Songs of the Doomed, Hunter S. Thompson
Simon & Schuster, 1990 (2002 reprint), 355 pages, C$24.00 pb, ISBN 0-7432-4099-5
As my sequential reading of Hunter S. Thompson’s work progresses onward, I have to read about the worst years like I read about the best: After the glory years of the early seventies, Thompson’s output during the eighties became a lot more fragmented: Generation of Swine (1989) collected a hundred of his San Francisco Examiner columns, while Songs of the Doomed riffles through Thompson’s archives to present snippets of material written between 1950 and 1990. It’s billed as a retrospective, but it feels a lot like the publication of redundant material wrapped around a few worthwhile pieces that followed The Great Shark Hunt.
Part of this impression is formed by my extensive readings about Thompson, much of it published after Songs of the Doomed. While the publication of excerpts from The Rum Diary must have caused a sensation back in 1990, it’s more interesting today for comparative purposes given how the entire novel manuscript was revised and published in 1998. Some of the letters included here are also available in one of the two books of letters published so far. On the other hand, the snippets from Prince Jellyfish in Songs of the Doomed still remain today the only publicly-available chapters from Thompson’s first novel.
From time to time, it seems as if Thompson is either recycling notes, or reprinting familiar material. It doesn’t help that we’re rarely told when excerpts are reprints or take-offs on familiar material. “The Edge” passage from Hell’s Angels is reprinted as “Midnight on the Coast Highway”, whereas what looks like another draft of the high-water mark in Fear and Loathing in Las Vegas is presented as, indeed, “High-Water Mark”. Thompson scarcely introduces his pieces either: in-between text, we get italicized anecdotes that don’t offer much to those who have gone through the rest of his (auto-)biographical material.
Still, there is some more interesting material at hand. Thompson may have officially published very little outright fiction, but he kept having ideas for novels and stories, and some of those abortive segments are included here, including notes on The Silk Road (a crime thriller inspired by the influx of Cuban refugees in early-eighties Florida) and a promising beginning called “Fear and Loathing in Sacramento”, intriguing despite elements that approach self-parody. The snippets of Sacramento were apparently published as part of Thompson’s final columns for the SF Examiner, and they go well with other pieces that seem just as determined to dip into pure fiction.
But the real gem of the book is one of the few gonzo articles written too late to be included in The Great Shark Hunt: “Love on the Palm Beach Express: The Pulitzer Divorce Trial” is one of the last articles that Thompson would write as a journalist, and it’s a savage look at the lifestyle of the rich and scandalous in Palm Beach, Florida. Thomspon scholars already know that this was the article that made Thompson realize that he was too famous to keep doing journalism work: his presence disrupted the trial he was supposed to cover, although it’s ironic that we get no trace of this very gonzoesque incident in the article itself.
Even for those who start reading Songs of the Doomed with an open mind and the best of intentions, the sheer familiarity of the material makes it tough to disagree with the assessment that Thompson was a shadow of his former creative self by the eighties. The last chunk of the book focuses on the writer’s early 1990 legal problems, but the impact of that section seems to operate on an entirely different level than Thompson intended: while he portrays himself as a downtrodden citizen persecuted by a police state for political reasons, many readers will see this section as the culmination of the rest of the book: after a life spent “in the passing lane” advocating drugs, insanity and violence, Thompson got caught. Numerous Thompson biographers have noticed that the writer was never more comfortable than when he was the source of whatever craziness went around; his loud protests when he got arrested show how different things looked when he was at the receiving end of some good old-fashioned fear and loathing. It’s enough to make one become a bit more sceptical of Thompson’s oft-quoted slogan “it never got weird enough for me.”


§ ABOUT THIS TASK
Skip the pictures and give back the rest of the listing exactly.

§ SUPPLIED RECORDS
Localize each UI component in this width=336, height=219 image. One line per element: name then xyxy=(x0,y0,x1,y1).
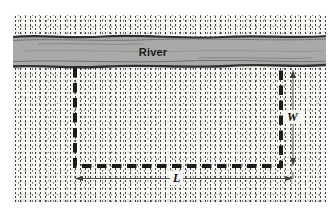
l-arrow-left xyxy=(75,176,84,181)
width-label: W xyxy=(284,110,301,124)
length-label: L xyxy=(170,171,183,185)
w-arrow-top xyxy=(290,70,295,79)
l-dimension-line xyxy=(75,176,294,181)
w-dimension-line xyxy=(290,70,295,179)
ground-area: River W L xyxy=(13,15,326,202)
page: River W L xyxy=(0,0,336,219)
l-arrow-right xyxy=(285,176,294,181)
fence-dashed-outline xyxy=(75,68,281,166)
river-top-edge xyxy=(13,36,326,38)
w-arrow-bottom xyxy=(290,158,295,167)
river-label: River xyxy=(121,46,185,58)
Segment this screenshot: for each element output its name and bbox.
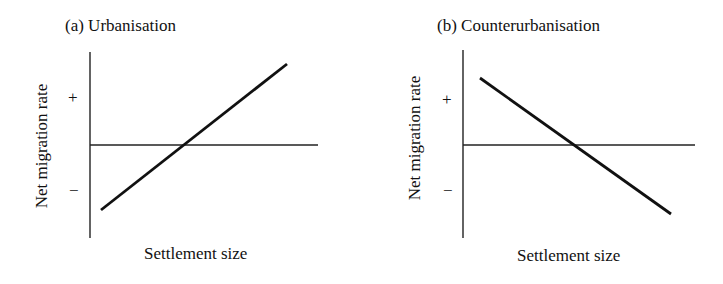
panel-a-title: (a) Urbanisation — [65, 16, 176, 36]
panel-b-axes — [463, 50, 695, 238]
panel-b-plus-label: + — [442, 90, 452, 110]
panel-b-trend-line — [480, 78, 671, 214]
panel-b-x-label: Settlement size — [517, 246, 620, 266]
panel-a-minus-label: − — [69, 181, 79, 201]
panel-a-axes — [90, 52, 318, 238]
panel-a-trend-line — [101, 64, 287, 210]
panel-a-plus-label: + — [68, 88, 78, 108]
diagram-canvas — [0, 0, 723, 284]
panel-a-y-label: Net migration rate — [32, 73, 52, 219]
panel-b-title: (b) Counterurbanisation — [437, 16, 600, 36]
panel-a-x-label: Settlement size — [144, 244, 247, 264]
panel-b-minus-label: − — [443, 181, 453, 201]
panel-b-y-label: Net migration rate — [405, 65, 425, 211]
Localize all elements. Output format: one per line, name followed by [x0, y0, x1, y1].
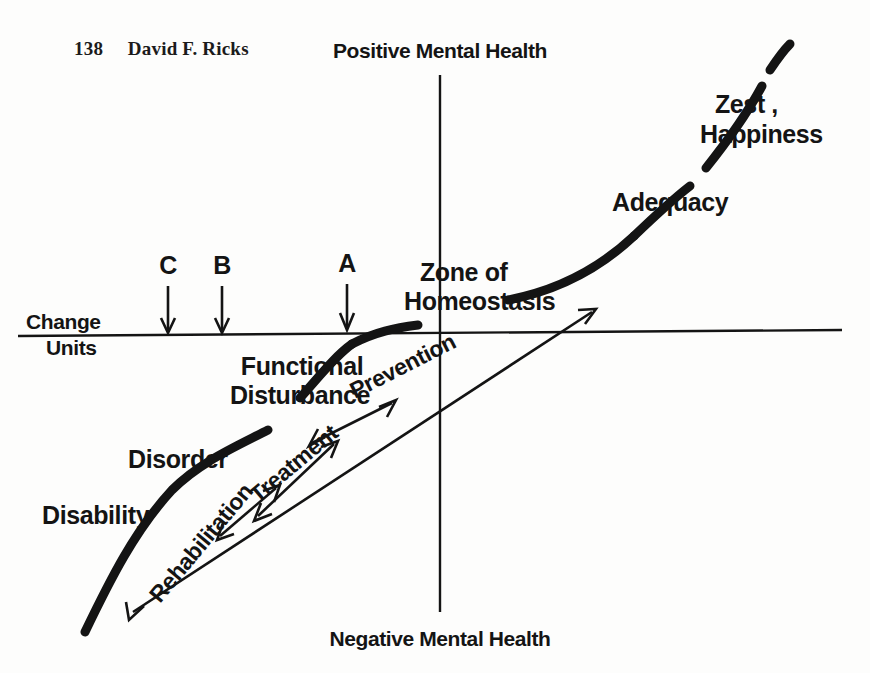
curve-segment-homeostasis-left: [352, 325, 418, 344]
marker-c: C: [159, 251, 177, 333]
disorder-label: Disorder: [128, 445, 228, 473]
adequacy-label: Adequacy: [612, 188, 729, 216]
marker-b-label: B: [213, 251, 231, 279]
curve-segment-zest: [770, 44, 790, 70]
change-units-label-line2: Units: [46, 336, 97, 359]
zone-of-homeostasis-label-line2: Homeostasis: [404, 287, 555, 315]
marker-a: A: [338, 249, 356, 330]
change-units-label-line1: Change: [26, 310, 101, 333]
positive-mental-health-label: Positive Mental Health: [333, 39, 547, 62]
marker-a-label: A: [338, 249, 356, 277]
zone-of-homeostasis-label-line1: Zone of: [420, 258, 509, 286]
horizontal-axis: [18, 330, 842, 336]
disability-label: Disability: [42, 501, 150, 529]
zest-label-line2: Happiness: [700, 120, 823, 148]
marker-b: B: [213, 251, 231, 333]
functional-disturbance-label-line1: Functional: [241, 352, 363, 380]
zest-label-line1: Zest ,: [715, 90, 778, 118]
mental-health-continuum-diagram: Positive Mental Health Negative Mental H…: [0, 0, 870, 673]
book-page: 138 David F. Ricks Positive Mental Healt…: [0, 0, 870, 673]
marker-c-label: C: [159, 251, 177, 279]
negative-mental-health-label: Negative Mental Health: [329, 627, 550, 650]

§ ANSWER TO THE PROBLEM
Localize each UI component in this width=336, height=219 image. One line per element: name then xyxy=(x0,y0,x1,y1).
l-arrow-left xyxy=(75,176,84,181)
width-label: W xyxy=(284,110,301,124)
length-label: L xyxy=(170,171,183,185)
w-arrow-top xyxy=(290,70,295,79)
l-dimension-line xyxy=(75,176,294,181)
w-dimension-line xyxy=(290,70,295,179)
ground-area: River W L xyxy=(13,15,326,202)
page: River W L xyxy=(0,0,336,219)
l-arrow-right xyxy=(285,176,294,181)
fence-dashed-outline xyxy=(75,68,281,166)
river-top-edge xyxy=(13,36,326,38)
w-arrow-bottom xyxy=(290,158,295,167)
river-label: River xyxy=(121,46,185,58)
Segment this screenshot: for each element output its name and bbox.
panel-a-title: (a) Urbanisation — [65, 16, 176, 36]
panel-b-axes — [463, 50, 695, 238]
panel-b-plus-label: + — [442, 90, 452, 110]
panel-b-trend-line — [480, 78, 671, 214]
panel-b-x-label: Settlement size — [517, 246, 620, 266]
panel-a-minus-label: − — [69, 181, 79, 201]
panel-a-axes — [90, 52, 318, 238]
panel-a-trend-line — [101, 64, 287, 210]
panel-a-plus-label: + — [68, 88, 78, 108]
diagram-canvas — [0, 0, 723, 284]
panel-a-y-label: Net migration rate — [32, 73, 52, 219]
panel-b-title: (b) Counterurbanisation — [437, 16, 600, 36]
panel-a-x-label: Settlement size — [144, 244, 247, 264]
panel-b-minus-label: − — [443, 181, 453, 201]
panel-b-y-label: Net migration rate — [405, 65, 425, 211]
Localize all elements. Output format: one per line, name followed by [x0, y0, x1, y1].
curve-segment-homeostasis-left: [352, 325, 418, 344]
marker-c: C: [159, 251, 177, 333]
disorder-label: Disorder: [128, 445, 228, 473]
adequacy-label: Adequacy: [612, 188, 729, 216]
marker-b-label: B: [213, 251, 231, 279]
curve-segment-zest: [770, 44, 790, 70]
change-units-label-line2: Units: [46, 336, 97, 359]
zone-of-homeostasis-label-line2: Homeostasis: [404, 287, 555, 315]
marker-a: A: [338, 249, 356, 330]
change-units-label-line1: Change: [26, 310, 101, 333]
positive-mental-health-label: Positive Mental Health: [333, 39, 547, 62]
marker-a-label: A: [338, 249, 356, 277]
zone-of-homeostasis-label-line1: Zone of: [420, 258, 509, 286]
horizontal-axis: [18, 330, 842, 336]
disability-label: Disability: [42, 501, 150, 529]
zest-label-line2: Happiness: [700, 120, 823, 148]
marker-b: B: [213, 251, 231, 333]
functional-disturbance-label-line1: Functional: [241, 352, 363, 380]
zest-label-line1: Zest ,: [715, 90, 778, 118]
mental-health-continuum-diagram: Positive Mental Health Negative Mental H…: [0, 0, 870, 673]
book-page: 138 David F. Ricks Positive Mental Healt…: [0, 0, 870, 673]
marker-c-label: C: [159, 251, 177, 279]
negative-mental-health-label: Negative Mental Health: [329, 627, 550, 650]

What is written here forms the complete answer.